Changes In Player Heights And Weights In The NBA Draft, Year By Year

Out friend Ed Kupfer of the Houston Rockets made a quick animation of how the sheer size of the guys in the NBA draft have changed over the last 15 years. It's kind of surprising how much variance there is from year to year on short, tall, fat, and skinny players.

Mostly the groupings look similar, but you can see extreme position-heavy years show up broadly, like 2009 when everyone drafted a point guard or shooting guard, or the following year when the draft was unusually balanced.

Since you're probably curious about some of the outliers, let's start with the enormous guys. In 2003, James Lang, 6-foot-8, 316-pound James Lang was drafted to the Hornets. Lang bounced around the league on 10-day contracts, and played a little for the Wizards, but in 2009 suffered a stroke that left him partially paralyzed. 2004 had Peter John Ramos (7-foot-4) and 2010 had Dexter Pittman (6-foot-9, 303 pounds). The one omission you'll probably notice, since Ed's graphic cuts off at 7-foot-5, is Yao in 2002, who didn't come with official pre-draft measurements, which isn't standard but worked fine for anyone with eyes enough to see a 20-story building with redwoods for legs and an automatic set shot from 15 coming through the draft.

On the other end, there are the tiny small guys and the fat small guys. Khalid El-Amin came through in 2000 at 5-foot-9 and 200 pounds, and five years later, John Lucas was 5-foot-9 154. We were robbed of a dot for Aquille Carr, who stands 5-foot-4-and-a-half with no shoes, when he went undrafted on Thursday, but hopefully the kid with the YouTube roll longer than he is turns up in the league.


- What you should do
Pick out all lines in the listing holding the string "China" and copy them.

- Recorded information
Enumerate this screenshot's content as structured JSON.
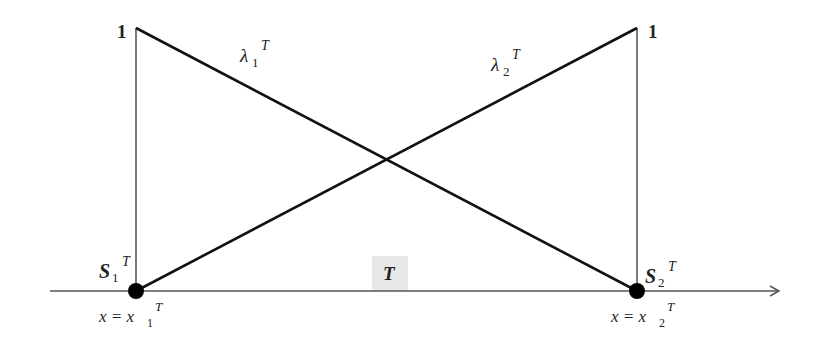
{
  "diagram": {
    "type": "linear shape functions on element T",
    "colors": {
      "line": "#111111",
      "axis": "#444444",
      "element_box": "#e6e6e6"
    },
    "top_labels": {
      "left": "1",
      "right": "1"
    },
    "functions": [
      {
        "symbol": "λ",
        "subscript": "1",
        "superscript": "T",
        "from": "top-left",
        "to": "bottom-right"
      },
      {
        "symbol": "λ",
        "subscript": "2",
        "superscript": "T",
        "from": "bottom-left",
        "to": "top-right"
      }
    ],
    "nodes": [
      {
        "label": "S",
        "subscript": "1",
        "superscript": "T",
        "coord_label": "x = x",
        "coord_sub": "1",
        "coord_sup": "T"
      },
      {
        "label": "S",
        "subscript": "2",
        "superscript": "T",
        "coord_label": "x = x",
        "coord_sub": "2",
        "coord_sup": "T"
      }
    ],
    "element_label": "T"
  }
}
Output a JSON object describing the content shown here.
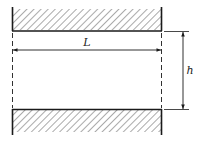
{
  "diagram": {
    "labels": {
      "length": "L",
      "height": "h"
    },
    "colors": {
      "stroke": "#1a1a1a",
      "hatch": "#444444",
      "background": "#ffffff"
    },
    "elements": {
      "top_plate": "hatched wall (top)",
      "bottom_plate": "hatched wall (bottom)",
      "length_dimension": "L",
      "height_dimension": "h"
    }
  }
}
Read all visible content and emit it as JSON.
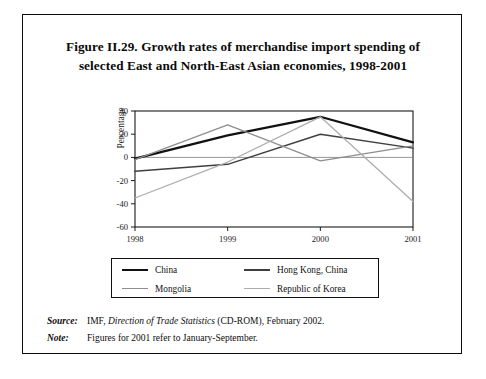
{
  "figure": {
    "title_line_1": "Figure II.29.  Growth rates of merchandise import spending of",
    "title_line_2": "selected East and North-East Asian economies, 1998-2001"
  },
  "notes": {
    "source_tag": "Source:",
    "source_text_before": "IMF,",
    "source_text_italic": "Direction of Trade Statistics",
    "source_text_after": "(CD-ROM), February 2002.",
    "note_tag": "Note:",
    "note_text": "Figures for 2001 refer to January-September."
  },
  "legend": {
    "entries": [
      {
        "label": "China",
        "color": "#111111"
      },
      {
        "label": "Hong Kong, China",
        "color": "#3f3f3f"
      },
      {
        "label": "Mongolia",
        "color": "#8e8e8e"
      },
      {
        "label": "Republic of Korea",
        "color": "#adadad"
      }
    ]
  },
  "chart_data": {
    "type": "line",
    "title": "Growth rates of merchandise import spending of selected East and North-East Asian economies, 1998-2001",
    "xlabel": "",
    "ylabel": "Percentage",
    "categories": [
      "1998",
      "1999",
      "2000",
      "2001"
    ],
    "x_tick_labels": [
      "1998",
      "1999",
      "2000",
      "2001"
    ],
    "y_tick_labels": [
      "40",
      "20",
      "0",
      "-20",
      "-40",
      "-60"
    ],
    "y_ticks": [
      40,
      20,
      0,
      -20,
      -40,
      -60
    ],
    "ylim": [
      -60,
      40
    ],
    "grid": false,
    "zero_line": true,
    "legend_position": "below-plot",
    "series": [
      {
        "name": "China",
        "color": "#111111",
        "width": 2.2,
        "values": [
          -1,
          19,
          35,
          13
        ]
      },
      {
        "name": "Hong Kong, China",
        "color": "#3f3f3f",
        "width": 1.5,
        "values": [
          -12,
          -6,
          20,
          8
        ]
      },
      {
        "name": "Mongolia",
        "color": "#8e8e8e",
        "width": 1.3,
        "values": [
          -2,
          28,
          -3,
          10
        ]
      },
      {
        "name": "Republic of Korea",
        "color": "#adadad",
        "width": 1.3,
        "values": [
          -35,
          -4,
          35,
          -38
        ]
      }
    ]
  }
}
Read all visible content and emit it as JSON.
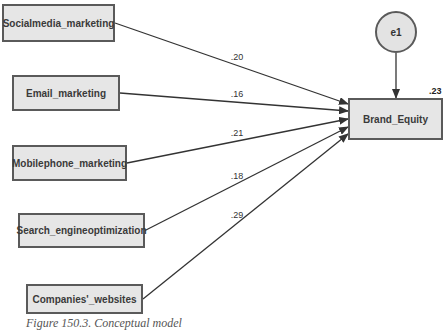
{
  "diagram": {
    "type": "path-model",
    "exogenous": [
      {
        "id": "smm",
        "label": "Socialmedia_marketing",
        "coef": ".20",
        "box": [
          2,
          4,
          113,
          38
        ],
        "end_y": 104
      },
      {
        "id": "em",
        "label": "Email_marketing",
        "coef": ".16",
        "box": [
          12,
          75,
          108,
          36
        ],
        "end_y": 111
      },
      {
        "id": "mpm",
        "label": "Mobilephone_marketing",
        "coef": ".21",
        "box": [
          12,
          145,
          115,
          36
        ],
        "end_y": 119
      },
      {
        "id": "seo",
        "label": "Search_engineoptimization",
        "coef": ".18",
        "box": [
          18,
          213,
          127,
          35
        ],
        "end_y": 127
      },
      {
        "id": "cw",
        "label": "Companies'_websites",
        "coef": ".29",
        "box": [
          26,
          284,
          117,
          30
        ],
        "end_y": 134
      }
    ],
    "endogenous": {
      "label": "Brand_Equity",
      "r_squared": ".23",
      "box": [
        348,
        98,
        95,
        42
      ]
    },
    "error": {
      "label": "e1",
      "cx": 396,
      "cy": 32,
      "r": 21
    },
    "colors": {
      "node_fill": "#e6e6e6",
      "node_border": "#5a5a5a",
      "line": "#333333"
    }
  },
  "caption": "Figure 150.3. Conceptual model"
}
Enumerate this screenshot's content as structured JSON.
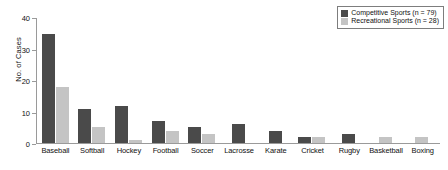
{
  "chart_data": {
    "type": "bar",
    "title": "",
    "xlabel": "",
    "ylabel": "No. of Cases",
    "ylim": [
      0,
      40
    ],
    "yticks": [
      0,
      10,
      20,
      30,
      40
    ],
    "grid": false,
    "legend_position": "top-right",
    "categories": [
      "Baseball",
      "Softball",
      "Hockey",
      "Football",
      "Soccer",
      "Lacrosse",
      "Karate",
      "Cricket",
      "Rugby",
      "Basketball",
      "Boxing"
    ],
    "series": [
      {
        "name": "Competitive Sports (n = 79)",
        "color": "#4a4a4a",
        "values": [
          35,
          11,
          12,
          7,
          5,
          6,
          4,
          2,
          3,
          0,
          0
        ]
      },
      {
        "name": "Recreational Sports (n = 28)",
        "color": "#c4c4c4",
        "values": [
          18,
          5,
          1,
          4,
          3,
          0,
          0,
          2,
          0,
          2,
          2
        ]
      }
    ]
  },
  "axis": {
    "y_title": "No. of Cases",
    "y_tick_labels": [
      "0",
      "10",
      "20",
      "30",
      "40"
    ]
  },
  "legend": {
    "items": [
      {
        "label": "Competitive Sports (n = 79)",
        "swatch": "competitive"
      },
      {
        "label": "Recreational Sports (n = 28)",
        "swatch": "recreational"
      }
    ]
  }
}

- Task result
        "label": "China",
        "label": "Hong Kong, China",
        "name": "China",
        "name": "Hong Kong, China",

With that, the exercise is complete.